One fumble at the very start was a decision by the administration (no one admits to making it) that small business aid should be a loan, not grant, program, something like a state SBA small-business loan program. One can understand the reluctance of top state officials, all good Republicans, to do handouts. But business groups warned the state that a new loan program couldn’t be set up fast enough. In the urgency of the situation, grants done quickly were needed. Regardless, the state instructed AIDEA to get the loan program rolling. AIDEA wasn’t happy about this, viewing it as a distraction from its primary function of financing development projects, although the authority also has a well-run commercial lending program done in partnership with banks.

But in the middle of this, new federal guidelines came unexpectedly. The U.S. Treasury said small business money had to go out as grants, not loans. State officials and AIDEA had to reverse course (the CARES Act itself says nothing about grants or loans). Time was lost.

However, a more serious problem came when the state administration decided that an applicant receiving even small amounts of federal PPP or SBA disaster money would be disqualified from the state grant program, even if the amounts were very small. Ironically, small businesses had been urged earlier by the state to apply for the PPP and SBA loans. For many who followed this advice, it came back to bite.

No other state has a limitation like this, as far as we can determine. This is a wound we inflicted on ourselves.

Meanwhile, a complication is the administration moved to implement the entire $1.25 billion federal CARES act pass-through, including the small business program, not through a legislative appropriation, which is traditionally done to appropriate federal pass-through money, but through an arcane administrative mechanism called Revised Program Language, or RPL. RPLs are used to make minor budget changes in between legislative sessions with approval from the Legislature’s Budget and Audit Committee, a committee that functions between sessions. An RPL of this size had never been done.

An appropriation bill passed by the Legislature would have allowed independent scrutiny and time to spot problems, like disallowing applicants who received other federal money. But everyone was in a rush — the administration and the Legislature. Mistakes were made.

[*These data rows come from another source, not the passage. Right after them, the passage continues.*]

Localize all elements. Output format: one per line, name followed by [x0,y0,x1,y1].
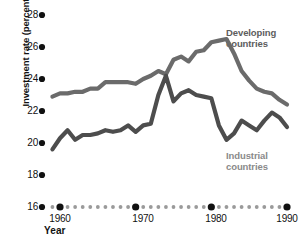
series-line-industrial [52,76,287,150]
plot-area [0,0,304,240]
x-axis-tick-dots [51,203,291,210]
investment-rate-line-chart: Investment rate (percentage of GDP) 28 2… [0,0,304,240]
y-axis-tick-dots [39,12,45,210]
data-lines [52,39,287,149]
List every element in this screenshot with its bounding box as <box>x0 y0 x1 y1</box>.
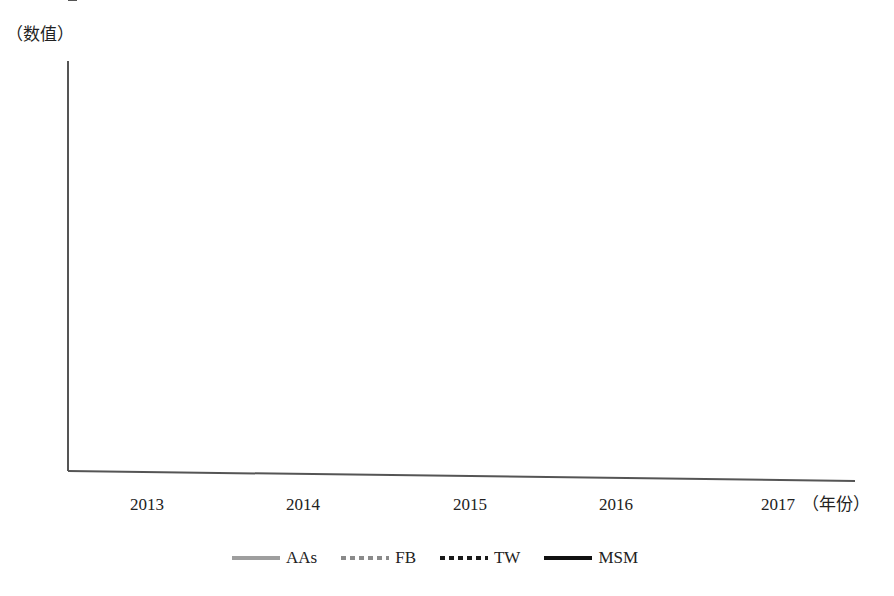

The DCCED has tried to solve these through regulation changes to allow applicants receiving up to $5,000 in federal aid to still qualify. This is peanuts, business groups complained, because it still kicks a lot of people out of the program.

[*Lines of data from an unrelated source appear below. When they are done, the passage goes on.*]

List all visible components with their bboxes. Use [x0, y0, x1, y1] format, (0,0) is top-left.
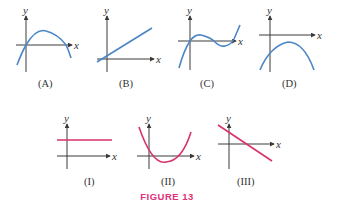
x-axis-label: x: [275, 138, 281, 150]
curve-d: [260, 42, 314, 70]
y-axis-label: y: [63, 112, 69, 124]
x-axis-label: x: [316, 29, 322, 41]
graph-iii: y x (III): [218, 112, 281, 188]
x-axis-label: x: [155, 53, 161, 65]
figure-caption: FIGURE 13: [140, 191, 194, 202]
panel-label-ii: (II): [161, 176, 175, 188]
x-axis-label: x: [73, 39, 79, 51]
curve-c: [179, 25, 240, 68]
graph-a: y x (A): [16, 4, 79, 90]
panel-label-d: (D): [282, 78, 297, 90]
graph-b: y x (B): [97, 4, 161, 90]
graph-ii: y x (II): [137, 112, 201, 188]
panel-label-c: (C): [200, 78, 215, 90]
graph-i: y x (I): [57, 112, 117, 188]
x-axis-label: x: [237, 35, 243, 47]
panel-label-a: (A): [38, 78, 53, 90]
y-axis-label: y: [103, 4, 109, 16]
x-axis-label: x: [195, 150, 201, 162]
curve-iii: [218, 125, 272, 161]
curve-b: [97, 28, 152, 62]
curve-a: [17, 31, 71, 65]
graph-d: y x (D): [259, 4, 322, 90]
figure-13: y x (A) y x (B) y x (C) y x (D) y x (I): [0, 0, 339, 211]
y-axis-label: y: [266, 4, 272, 16]
panel-label-i: (I): [84, 176, 95, 188]
x-axis-label: x: [111, 150, 117, 162]
panel-label-iii: (III): [237, 176, 255, 188]
y-axis-label: y: [22, 4, 28, 16]
graph-c: y x (C): [178, 4, 243, 90]
curve-ii: [139, 127, 191, 162]
panel-label-b: (B): [119, 78, 134, 90]
y-axis-label: y: [145, 112, 151, 124]
y-axis-label: y: [225, 112, 231, 124]
y-axis-label: y: [186, 4, 192, 16]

The $5,000 limit was picked on the advice of state attorneys, who said going above that amount for allowing federal aid would risk the state grant program running afoul of the state Constitution’s requirement that expenditures be made through appropriation bills passed by the Legislature.

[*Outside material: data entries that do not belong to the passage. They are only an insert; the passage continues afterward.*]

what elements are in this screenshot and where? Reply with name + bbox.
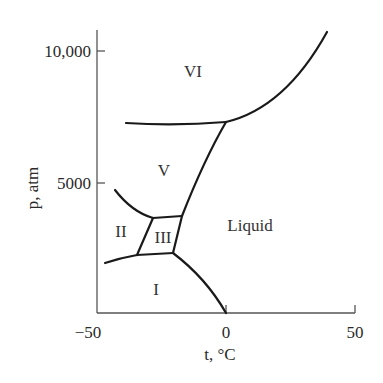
axes: [97, 30, 355, 313]
x-tick-label-0: 0: [222, 323, 231, 342]
region-label-v: V: [158, 161, 171, 180]
boundary-v-liquid: [182, 122, 226, 216]
region-label-vi: VI: [184, 62, 202, 81]
x-tick-label-50: 50: [347, 323, 364, 342]
boundary-vi-v: [126, 122, 226, 124]
region-label-liquid: Liquid: [227, 216, 273, 235]
boundary-vi-liquid: [226, 32, 327, 122]
y-axis-title: p, atm: [23, 167, 42, 210]
region-label-i: I: [153, 280, 159, 299]
boundary-ii-iii: [137, 218, 153, 255]
x-axis-title: t, °C: [204, 345, 235, 364]
x-tick-label-neg50: −50: [75, 323, 102, 342]
region-label-iii: III: [155, 228, 172, 247]
boundary-ii-v: [115, 190, 153, 218]
boundary-i-liquid: [173, 253, 226, 313]
boundary-i-ii: [105, 255, 137, 263]
y-tick-label-5000: 5000: [57, 174, 91, 193]
y-tick-label-10000: 10,000: [44, 42, 91, 61]
boundary-iii-v: [153, 216, 182, 218]
phase-diagram: 10,000 5000 −50 0 50 t, °C p, atm VI V I…: [0, 0, 383, 383]
phase-boundaries: [105, 32, 327, 313]
boundary-iii-liquid: [173, 216, 182, 253]
boundary-i-iii: [137, 253, 173, 255]
region-label-ii: II: [115, 222, 127, 241]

Last week, the governor proposed lifting the $5,000 limit so that no amount of federal funds would disqualify people. This still leaves a potential legal problem, because the state Constitution says all funds must be appropriated by the Legislature. Legislators could solve this by returning to Juneau for a quick special session to pass an appropriation bill. In doing that, the commerce department should also be given authority to make other tweaks by regulation.

The problem with all this is that each change — for example, lifting limits on other federal aid — requires people kicked out of eligibility for grants to have to reapply, which consumes more time.

It’s all kind of a mess. Everyone had the best intentions — for example, the limitation on other federal grants grew out of worries that people might “double dip,” or seek money from both federal and state programs for the same expenses. But COVID-19 happened quickly, and the response was rushed.

However, the best thing that can be done now to help our economy and its small businesses is to get the CARES Act grants out quickly to people who need them. Whatever money we can get to these business operators will help them get through the coming winter. By spring, if we’re lucky, a COVID-19 vaccine will be available, and this nightmare will fade.

Tim Bradner is copublisher of the Alaska Economic Report and Alaska Legislative Digest.